Worse still, contrary to our national desperation for recognition, the vuvuzelas are not even a South African invention. Other than their name, the only thing that makes them South African is that we’re the only country to celebrate their discordant bellow and give them cultural status.
What is probably uniquely South African is the beauty of our ensemble singing. But rather than move the world with the unrivalled harmony and rhythm of our voices, we give them — vuvuzelas! –Â Sue and Jeff Rudin, Cape Town
As a true South African I was highly impressed by the way both our team and spectators carried themselves throughout this tournament. If Maseko is yearning for his life in exile, he can simply pack his bags and go and leave us in peace. –Â Lunga Ngqengelele, Centurion
Maseko’s article is filled with half-truths (suggesting, as it does, that South African fans no longer shout the names of their favourite players since the use of vuvuzelas — what about ‘Boooothâ€?) and misrepresentations (in its failure to recognise the fact that South Africa played exceptional football to lose in extra time to the top-ranked team in the world). I am indifferent to both the vuvuzela and football, but my indifference does not extend to poorly argued comment pieces. – Duncan Pieterse
The vuvuzela should not be banned. It is a symbol of football culture in South Africa. Experts trace the development of the vuvuzela back to blowing a kudu horn — something uniquely African. I feel that for the likes of Xabi Alonso to cast disdain on the vuvuzela casts disdain on the hospitality and culture of our beloved country. I wouldn’t go to Spain as a guest and publicly slam its culture. For a citizen of South Africa to slam our culture leaves me feeling sad. — Michael Shackleton
M&G‘s ‘sinister campaign’
Advocate Ngoako Ramatlhodi is the chair of the Judicial Service Commission. Your blatant and malicious campaign against him has a sense of déjà vu.

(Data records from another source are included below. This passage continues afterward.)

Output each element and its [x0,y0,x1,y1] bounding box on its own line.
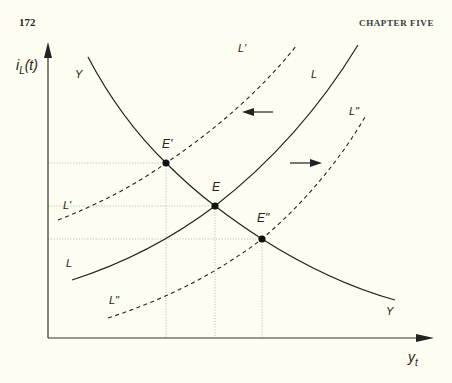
arrow-left-icon [242,108,273,116]
curve-Y [88,57,395,300]
label-L-bottom: L [66,257,72,269]
point-E-double-prime [258,235,265,242]
label-Y-top: Y [75,68,83,80]
label-L-prime-top: L' [238,42,247,54]
axes [48,56,420,338]
label-E-double-prime: E" [257,211,270,225]
label-L-top: L [311,68,317,80]
label-Y-bottom: Y [386,305,394,317]
label-E: E [212,180,221,194]
label-L-double-prime-bottom: L" [109,294,120,306]
x-axis-label: yt [407,349,419,368]
point-E [211,202,218,209]
curve-L-prime [58,45,297,220]
label-E-prime: E' [162,137,173,151]
label-L-prime-left: L' [63,199,72,211]
label-L-double-prime-top: L" [349,105,360,117]
curve-L-double-prime [108,117,365,318]
is-lm-diagram: iL(t) yt Y Y L L L' L' L" L" E' E E" [0,0,452,383]
guide-lines [48,163,262,338]
point-E-prime [162,159,169,166]
x-axis-arrowhead-icon [416,334,434,342]
y-axis-arrowhead-icon [44,42,52,58]
y-axis-label: iL(t) [16,57,38,76]
arrow-right-icon [290,159,322,167]
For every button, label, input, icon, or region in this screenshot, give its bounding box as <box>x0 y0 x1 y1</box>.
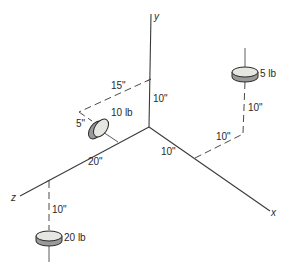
y-axis-label: y <box>153 11 160 22</box>
label-5in: 5" <box>76 118 86 129</box>
label-x-10in: 10" <box>161 146 176 157</box>
label-y-height: 10" <box>153 93 168 104</box>
weight-10lb-icon <box>85 116 111 141</box>
label-x-offset-10in: 10" <box>216 131 231 142</box>
z-axis-label: z <box>10 192 16 203</box>
label-20in: 20" <box>88 156 103 167</box>
dim-line-5lb-vertical <box>243 82 245 133</box>
x-axis <box>149 127 270 211</box>
label-10lb: 10 lb <box>111 107 133 118</box>
label-20lb-vertical: 10" <box>52 204 67 215</box>
label-5lb: 5 lb <box>260 68 277 79</box>
weight-5lb-icon <box>232 67 258 82</box>
label-20lb: 20 lb <box>64 232 86 243</box>
y-axis <box>149 14 151 127</box>
weight-20lb-icon <box>36 231 62 246</box>
axes-diagram: y z x 10" 15" 5" 20" 10" 10" 10" 10" 10 … <box>0 0 290 274</box>
label-15in: 15" <box>111 80 126 91</box>
x-axis-label: x <box>270 207 277 218</box>
z-axis <box>20 127 149 196</box>
diagram-canvas: y z x 10" 15" 5" 20" 10" 10" 10" 10" 10 … <box>0 0 290 274</box>
label-5lb-vertical: 10" <box>248 102 263 113</box>
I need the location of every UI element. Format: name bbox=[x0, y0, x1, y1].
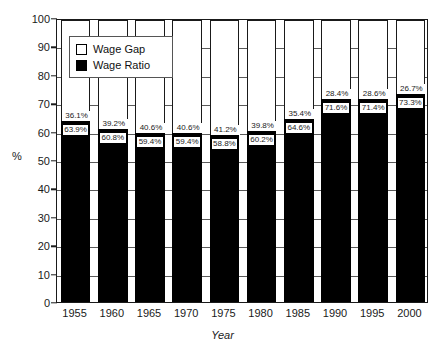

In 2004 when your newspaper suspected that he might be ‘tipped†to be the ‘director of special operations†(head of the Scorpions), you mounted a similar campaign and dropped it only when in fact he was not the person appointed.
Advocate Ramatlhodi is a member of the bar and has no pending legal or criminal charges against him. There is no court of law that at present is looking at a matter which involves him and yet the Mail & Guardian, through selectively cutting and pasting together snippets from court matters where no evidence of sanction against advocate Ramatlhodi is to be found, has elected to embark on a malicious campaign against him.
An article written by Mandy Rossouw after she interviewed advocate Ramatlhodi bears a headline which reads ‘Judges must know their placeâ€. There is no place in the actual article which suggests that advocate Ramatlhodi made or implied such a statement or has any intention ever in the future to do so. But the headline, which has no relevance to the article, is displayed in an attempt to create an impression that he may have said this somewhere. Clearly, this is a dishonest attempt at creating an impression about his attitude towards the judiciary, despite the fact that the content of the article quotes him twice indicating his wish to work with the judiciary in compliance with the Constitution of the Republic of South Africa.
This blatant misrepresentation goes contrary to the press code of conduct.
The representation you make of a property transaction, in which you accuse advocate Ramatlhodi of prior knowledge of a mining licence, omits to mention that provincial governments do not have the competence to grant mining licences and are unable to influence the process at a national level.
Your article of June 26 also omits to mention that the gambling licence you speak of was in fact granted to a Mr Enos Banda, who was not interviewed and asked what actually happened after he won the licence as a result of a thorough, fair and transparent process. You may wish to speak to him and perhaps your journalists will get some factual clarity, not the innuendos with which they are maliciously accusing advocate Ramatlhodi.
Your suspicion that advocate Ramatlhodi ‘is tipped for the position of national director of public prosecutions†has led you to embark on a sinister campaign. You are blatantly choosing to character-assassinate a person without due regard for his rights under our Constitution and his rights in law. Your actions amount to malicious persecution. — Jessie Duarte, ANC spokesperson
Jaundiced utopian dreams …
In response to the letter by Dr Indira Govender (July 3), most certainly we are dreaming. As a ‘public health registrarâ€, Dr Govender, I ask: which utopian First World public sector are you working in?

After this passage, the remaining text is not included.